Moreover, while enhancement proposals like SEP-00022 improve SPARQL’s handling of date-time
arithmetic, they do not cover cross-type comparison or floating time semantics.
      </p>
      <p>This paper aims to highlight these overlooked issues and present a concrete, extensible solution. We
propose a set of SPARQL extension functions—called Time Functions—that enable comparison across
different temporal data types, interpretation of floating and partial times as intervals, and consistent
and explainable time-based filtering and sorting.</p>
      <p>The remainder of this paper is structured as follows. Section 2 introduces the proposed SPARQL ex‐
tension functions for time handling, along with their formal semantics. Subsequently, Section   3
presents a demo application showcasing how these functions enable richer and more accurate tempo‐
ral queries over RDF data. Finally, Section 4 concludes with a discussion of how Time Functions ad‐
dress the limitations of SPARQL for temporal reasoning, highlights their relevance for future standard‐
ization, and encourages improved temporal data publishing practices.</p>
    </sec>
    <sec id="sec-2">
      <title>2.  Time Functions</title>
      <p>To address the limitations of SPARQL when dealing with temporal data, particularly the inability to
compare partial or floating time literals, we propose a set of SPARQL extension functions called Time
Functions. These functions allow for consistent, meaningful comparison and reasoning over heteroge‐
neous temporal literals by interpreting them as time intervals.</p>
      <p>
        The formal specification and accompanying ontology for these functions are available at https://
w3id.org/time-fn. The ontology uses the namespace https://w3id.org/time-fn# with the recommended
prefix tfn:. This specification defines the semantics of each function and provides an ontology for inte‐
grating time-aware logic into SPARQL queries. The ontology relies on the Function Ontology (FnO) [
        <xref ref-type="bibr" rid="ref6">6</xref>
        ]
to formally describe the semantics, inputs, and outputs of each function. FnO provides a reusable and
machine-readable vocabulary for specifying function metadata, well-suited for describing SPARQL ex‐
tension functions. This approach aligns with Semantic Web best practices and mirrors GeoSPARQL’s
extension function set defined using FnO3. By adopting this method, the Time Functions can be consis‐
tently documented, discovered, and potentially reused by other tools and specifications.
      </p>
    </sec>
    <sec id="sec-3">
      <title>2.1. Motivation And Design</title>
      <p>
        Time Functions treats all temporal literals as time intervals, interpreted as the range of time they
could represent based on their earliest and latest possible interpretations. For instance, a literal
"2025-08"^^xsd:gYearMonth spans from August 1st ("2025-08-01T00:00:00-14:00"^^xsd:dateTime) to August
31st ("2025-08-31T23:59:59+14:00"^^xsd:dateTime). As discussed in Section   1, the W3C XML Schema
Recommendation [
        <xref ref-type="bibr" rid="ref4">4</xref>
        ] is followed to interpret floating date-time values as intervals that encompass all
possible time zone offsets, using the full ±14:00 hour range, rather than defaulting to a specific time
zone like UTC.
      </p>
      <p>By shifting from point-based to interval-based reasoning, these functions enable meaningful com‐
parisons across data types, handle ambiguities introduced by missing time zones or precision, and
make temporal filtering in SPARQL more reliable and consistent.</p>
    </sec>
    <sec id="sec-4">
      <title>2.2. Overview Of Time Functions</title>
      <p>
        The current Time Functions include five core functions:
• tfn:periodMinInclusive(?timeLiteral): Returns the inclusive lower bound of the time period repre‐
sented by the given temporal literal, as an xsd:dateTime. For example, for "2025-08"^^xsd:gYearMonth,
it returns "2025-08-01T00:00:00.000+14:00"^^xsd:dateTime.
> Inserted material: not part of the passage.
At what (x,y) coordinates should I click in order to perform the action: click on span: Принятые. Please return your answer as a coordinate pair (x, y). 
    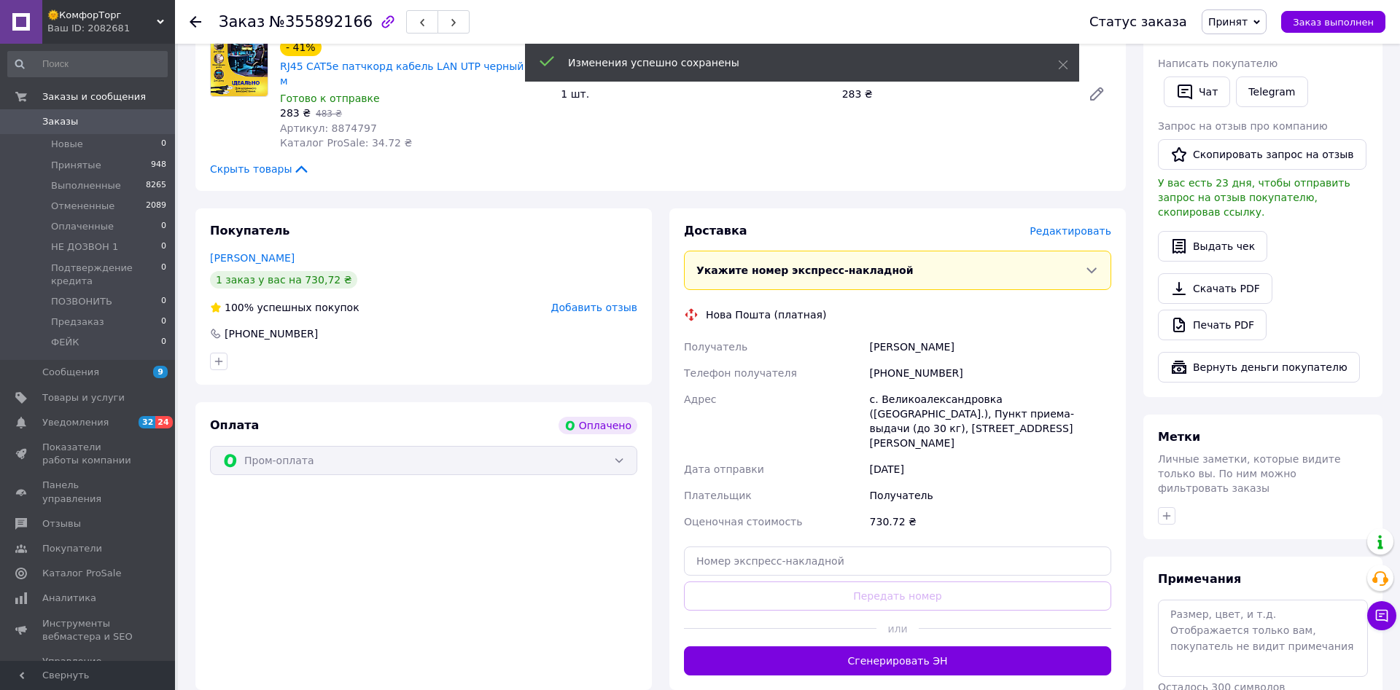
    Looking at the image, I should click on (76, 166).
• tfn:periodMaxInclusive(?timeLiteral): Returns the inclusive upper bound of the time period rep‐
resented by the given temporal literal. For the same example, it returns
"2025-08-31T23:59:59.999-14:00"^^xsd:dateTime.
• tfn:periodMinExclusive(?timeLiteral): Returns the exclusive lower bound of the time period. This
is particularly useful for defining open-ended or non-overlapping intervals in filtering logic. For the
same example, it returns "2025-07-31T23:59:59.999+14:00"^^xsd:dateTime.
• tfn:periodMaxExclusive(?timeLiteral): Returns the exclusive upper bound of the time period. For
the same example, it returns "2025-09-01T00:00:00.000-14:00"^^xsd:dateTime.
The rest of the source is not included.